Works of W. Somerset Maugham
W. Somerset Maugham - 1977
It is indexed alphabetically, chronologically and by category, making it easier to access individual books, stories and poems. This collection offers lower price, the convenience of a one-time download, and it reduces the clutter in your digital library. All books included in this collection feature a hyperlinked table of contents and footnotes.
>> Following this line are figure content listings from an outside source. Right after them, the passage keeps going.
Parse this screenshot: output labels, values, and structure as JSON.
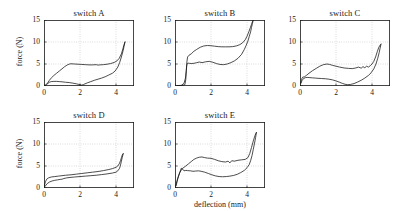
{
  "figure": {
    "background_color": "#ffffff",
    "line_color": "#111111",
    "grid_color": "#9a9a9a"
  },
  "axis": {
    "xlabel": "deflection (mm)",
    "ylabel": "force (N)",
    "xticks": [
      "0",
      "2",
      "4"
    ],
    "yticks": [
      "0",
      "5",
      "10",
      "15"
    ],
    "xlim": [
      0,
      5
    ],
    "ylim": [
      0,
      15
    ]
  },
  "panels": [
    {
      "id": "switch-a",
      "title": "switch A",
      "show_ylabel": true,
      "show_xlabel": false
    },
    {
      "id": "switch-b",
      "title": "switch B",
      "show_ylabel": false,
      "show_xlabel": false
    },
    {
      "id": "switch-c",
      "title": "switch C",
      "show_ylabel": false,
      "show_xlabel": false
    },
    {
      "id": "switch-d",
      "title": "switch D",
      "show_ylabel": true,
      "show_xlabel": false
    },
    {
      "id": "switch-e",
      "title": "switch E",
      "show_ylabel": false,
      "show_xlabel": true
    }
  ],
  "chart_data": [
    {
      "type": "line",
      "title": "switch A",
      "xlabel": "deflection (mm)",
      "ylabel": "force (N)",
      "xlim": [
        0,
        5
      ],
      "ylim": [
        0,
        15
      ],
      "xticks": [
        0,
        2,
        4
      ],
      "yticks": [
        0,
        5,
        10,
        15
      ],
      "grid": true,
      "series": [
        {
          "name": "loading",
          "x": [
            0.05,
            0.12,
            0.2,
            0.3,
            0.42,
            0.55,
            0.7,
            0.85,
            1.0,
            1.15,
            1.3,
            1.42,
            1.5,
            1.7,
            1.9,
            2.1,
            2.3,
            2.5,
            2.7,
            2.9,
            3.0,
            3.1,
            3.3,
            3.5,
            3.7,
            3.9,
            4.05,
            4.18,
            4.3,
            4.38,
            4.44,
            4.48,
            4.5
          ],
          "y": [
            0.1,
            0.35,
            0.7,
            1.3,
            1.9,
            2.4,
            2.9,
            3.4,
            3.9,
            4.4,
            4.8,
            5.0,
            5.05,
            5.0,
            4.95,
            4.9,
            4.85,
            4.8,
            4.8,
            4.85,
            4.75,
            4.8,
            4.85,
            4.95,
            5.1,
            5.35,
            5.7,
            6.3,
            7.3,
            8.4,
            9.3,
            9.8,
            10.0
          ]
        },
        {
          "name": "unloading",
          "x": [
            4.5,
            4.45,
            4.4,
            4.3,
            4.2,
            4.1,
            3.95,
            3.8,
            3.6,
            3.4,
            3.2,
            3.0,
            2.8,
            2.6,
            2.4,
            2.2,
            2.1,
            2.0,
            1.8,
            1.6,
            1.4,
            1.2,
            1.0,
            0.85,
            0.7,
            0.55,
            0.4,
            0.3,
            0.22,
            0.15,
            0.08
          ],
          "y": [
            10.0,
            9.1,
            8.1,
            6.6,
            5.3,
            4.3,
            3.4,
            2.9,
            2.5,
            2.1,
            1.8,
            1.55,
            1.3,
            1.0,
            0.7,
            0.35,
            0.2,
            0.3,
            0.5,
            0.65,
            0.78,
            0.85,
            0.95,
            1.0,
            1.05,
            1.05,
            1.0,
            0.85,
            0.6,
            0.35,
            0.1
          ]
        }
      ]
    },
    {
      "type": "line",
      "title": "switch B",
      "xlabel": "deflection (mm)",
      "ylabel": "force (N)",
      "xlim": [
        0,
        5
      ],
      "ylim": [
        0,
        15
      ],
      "xticks": [
        0,
        2,
        4
      ],
      "yticks": [
        0,
        5,
        10,
        15
      ],
      "grid": true,
      "series": [
        {
          "name": "loading",
          "x": [
            0.15,
            0.3,
            0.45,
            0.55,
            0.6,
            0.63,
            0.66,
            0.7,
            0.78,
            0.9,
            1.05,
            1.2,
            1.4,
            1.6,
            1.8,
            2.0,
            2.2,
            2.4,
            2.6,
            2.8,
            3.0,
            3.2,
            3.4,
            3.6,
            3.75,
            3.9,
            4.0,
            4.1,
            4.18,
            4.25,
            4.3,
            4.35
          ],
          "y": [
            0.05,
            0.1,
            0.15,
            0.3,
            1.5,
            3.5,
            5.5,
            6.6,
            7.0,
            7.3,
            7.9,
            8.3,
            8.8,
            9.1,
            9.2,
            9.15,
            9.05,
            8.95,
            8.9,
            8.9,
            8.9,
            8.95,
            9.1,
            9.4,
            9.8,
            10.5,
            11.3,
            12.3,
            13.2,
            14.0,
            14.6,
            15.0
          ]
        },
        {
          "name": "unloading",
          "x": [
            4.35,
            4.3,
            4.25,
            4.2,
            4.12,
            4.05,
            3.95,
            3.85,
            3.7,
            3.5,
            3.3,
            3.1,
            2.9,
            2.7,
            2.5,
            2.3,
            2.1,
            1.9,
            1.7,
            1.5,
            1.35,
            1.2,
            1.05,
            0.9,
            0.8,
            0.72,
            0.68,
            0.65,
            0.62,
            0.58,
            0.5,
            0.35,
            0.2,
            0.1
          ],
          "y": [
            15.0,
            14.2,
            13.3,
            12.3,
            11.2,
            10.2,
            9.2,
            8.3,
            7.2,
            6.3,
            5.7,
            5.3,
            5.0,
            4.85,
            4.9,
            5.1,
            5.4,
            5.6,
            5.5,
            5.3,
            5.45,
            5.3,
            5.15,
            5.1,
            5.15,
            5.2,
            5.1,
            4.6,
            3.3,
            1.8,
            0.6,
            0.15,
            0.08,
            0.05
          ]
        }
      ]
    },
    {
      "type": "line",
      "title": "switch C",
      "xlabel": "deflection (mm)",
      "ylabel": "force (N)",
      "xlim": [
        0,
        5
      ],
      "ylim": [
        0,
        15
      ],
      "xticks": [
        0,
        2,
        4
      ],
      "yticks": [
        0,
        5,
        10,
        15
      ],
      "grid": true,
      "series": [
        {
          "name": "loading",
          "x": [
            0.03,
            0.08,
            0.15,
            0.25,
            0.35,
            0.5,
            0.7,
            0.9,
            1.1,
            1.3,
            1.5,
            1.65,
            1.8,
            2.0,
            2.2,
            2.45,
            2.7,
            2.9,
            3.1,
            3.25,
            3.4,
            3.5,
            3.6,
            3.7,
            3.8,
            3.9,
            4.0,
            4.1,
            4.2,
            4.3,
            4.38,
            4.45,
            4.5
          ],
          "y": [
            0.6,
            1.5,
            2.0,
            2.1,
            2.4,
            2.9,
            3.5,
            4.0,
            4.5,
            4.85,
            5.0,
            4.9,
            4.7,
            4.5,
            4.3,
            4.1,
            4.0,
            3.95,
            4.1,
            4.3,
            4.05,
            4.4,
            4.15,
            4.5,
            4.3,
            4.6,
            5.0,
            5.6,
            6.6,
            7.9,
            8.8,
            9.3,
            9.5
          ]
        },
        {
          "name": "unloading",
          "x": [
            4.5,
            4.45,
            4.4,
            4.32,
            4.22,
            4.1,
            3.95,
            3.8,
            3.6,
            3.4,
            3.2,
            3.0,
            2.8,
            2.65,
            2.5,
            2.35,
            2.2,
            2.0,
            1.8,
            1.6,
            1.4,
            1.2,
            1.0,
            0.85,
            0.7,
            0.55,
            0.4,
            0.3,
            0.2,
            0.12,
            0.05
          ],
          "y": [
            9.5,
            8.6,
            7.6,
            6.3,
            5.0,
            3.9,
            3.0,
            2.4,
            1.8,
            1.3,
            0.9,
            0.55,
            0.35,
            0.3,
            0.4,
            0.6,
            0.85,
            1.15,
            1.4,
            1.55,
            1.65,
            1.7,
            1.75,
            1.8,
            1.85,
            1.9,
            1.95,
            1.9,
            1.7,
            1.3,
            0.6
          ]
        }
      ]
    },
    {
      "type": "line",
      "title": "switch D",
      "xlabel": "deflection (mm)",
      "ylabel": "force (N)",
      "xlim": [
        0,
        5
      ],
      "ylim": [
        0,
        15
      ],
      "xticks": [
        0,
        2,
        4
      ],
      "yticks": [
        0,
        5,
        10,
        15
      ],
      "grid": true,
      "series": [
        {
          "name": "loading",
          "x": [
            0.02,
            0.08,
            0.15,
            0.25,
            0.4,
            0.6,
            0.8,
            1.0,
            1.2,
            1.5,
            1.8,
            2.1,
            2.4,
            2.7,
            3.0,
            3.3,
            3.6,
            3.8,
            4.0,
            4.1,
            4.18,
            4.25,
            4.3,
            4.35,
            4.4
          ],
          "y": [
            0.5,
            1.4,
            2.0,
            2.3,
            2.5,
            2.6,
            2.7,
            2.8,
            2.9,
            3.0,
            3.15,
            3.3,
            3.45,
            3.6,
            3.75,
            3.95,
            4.2,
            4.4,
            4.7,
            5.0,
            5.5,
            6.2,
            6.9,
            7.5,
            7.8
          ]
        },
        {
          "name": "unloading",
          "x": [
            4.4,
            4.35,
            4.3,
            4.25,
            4.2,
            4.1,
            4.0,
            3.8,
            3.5,
            3.2,
            2.9,
            2.6,
            2.3,
            2.0,
            1.7,
            1.45,
            1.25,
            1.1,
            1.0,
            0.9,
            0.75,
            0.6,
            0.45,
            0.3,
            0.18,
            0.08,
            0.02
          ],
          "y": [
            7.8,
            7.0,
            6.1,
            5.2,
            4.5,
            3.9,
            3.6,
            3.4,
            3.2,
            3.05,
            2.9,
            2.8,
            2.7,
            2.6,
            2.5,
            2.4,
            2.3,
            2.15,
            2.0,
            1.95,
            1.85,
            1.75,
            1.6,
            1.35,
            1.0,
            0.5,
            0.2
          ]
        }
      ]
    },
    {
      "type": "line",
      "title": "switch E",
      "xlabel": "deflection (mm)",
      "ylabel": "force (N)",
      "xlim": [
        0,
        5
      ],
      "ylim": [
        0,
        15
      ],
      "xticks": [
        0,
        2,
        4
      ],
      "yticks": [
        0,
        5,
        10,
        15
      ],
      "grid": true,
      "series": [
        {
          "name": "loading",
          "x": [
            0.03,
            0.1,
            0.18,
            0.28,
            0.4,
            0.5,
            0.6,
            0.75,
            0.9,
            1.05,
            1.2,
            1.35,
            1.5,
            1.65,
            1.8,
            2.0,
            2.2,
            2.4,
            2.6,
            2.8,
            2.95,
            3.05,
            3.15,
            3.3,
            3.5,
            3.7,
            3.9,
            4.05,
            4.15,
            4.25,
            4.35,
            4.45,
            4.52
          ],
          "y": [
            0.4,
            1.5,
            2.6,
            3.6,
            4.4,
            4.7,
            5.0,
            5.5,
            6.0,
            6.5,
            6.8,
            7.0,
            7.05,
            6.9,
            6.8,
            6.75,
            6.5,
            6.2,
            6.0,
            5.9,
            6.1,
            5.7,
            6.2,
            6.1,
            6.3,
            6.4,
            6.5,
            6.9,
            7.8,
            9.2,
            10.7,
            12.0,
            12.6
          ]
        },
        {
          "name": "unloading",
          "x": [
            4.52,
            4.48,
            4.42,
            4.35,
            4.28,
            4.2,
            4.12,
            4.0,
            3.85,
            3.65,
            3.45,
            3.25,
            3.05,
            2.85,
            2.65,
            2.45,
            2.25,
            2.05,
            1.85,
            1.65,
            1.45,
            1.3,
            1.15,
            1.0,
            0.85,
            0.7,
            0.6,
            0.5,
            0.42,
            0.35,
            0.25,
            0.15,
            0.06
          ],
          "y": [
            12.6,
            11.5,
            10.2,
            8.8,
            7.4,
            6.2,
            5.3,
            4.6,
            4.0,
            3.5,
            3.1,
            2.85,
            2.7,
            2.6,
            2.55,
            2.6,
            2.75,
            3.0,
            3.3,
            3.6,
            3.8,
            3.9,
            3.85,
            3.8,
            3.9,
            3.95,
            4.0,
            3.9,
            4.3,
            4.5,
            3.4,
            2.0,
            0.5
          ]
        }
      ]
    }
  ]
}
The collection is complimented by an author biography.
Table of Contents
The ExplorerThe HeroThe Land of PromiseThe Land of the Blessed VirginLiza of LambethThe MagicianMoon and SixpenceOf Human BondageThe Trembling of a LeafAppendix:W. Somerset Maugham BiographyAbout and Navigation
If You Awaken Love
Emuna Elon - 2007
Set in Israel between the Six Day War and the assassination of Yitzhak Rabin, 'If You Awaken Love' is an intensely moving story of a stormy and spiritual young girl and her love-hate relationships with her childhood sweetheart, with her father, and with God.
Black Wings Has My Angel
Elliott Chaze - 1953
The one book Black Lizard never published, it's the dream-like tale of a man after a jailbreak, who meets up with the woman of his dreams... and his nightmares. Phenomenal work of the period, ranking with the best efforts of Thompson, Woolrich, Goodis et al.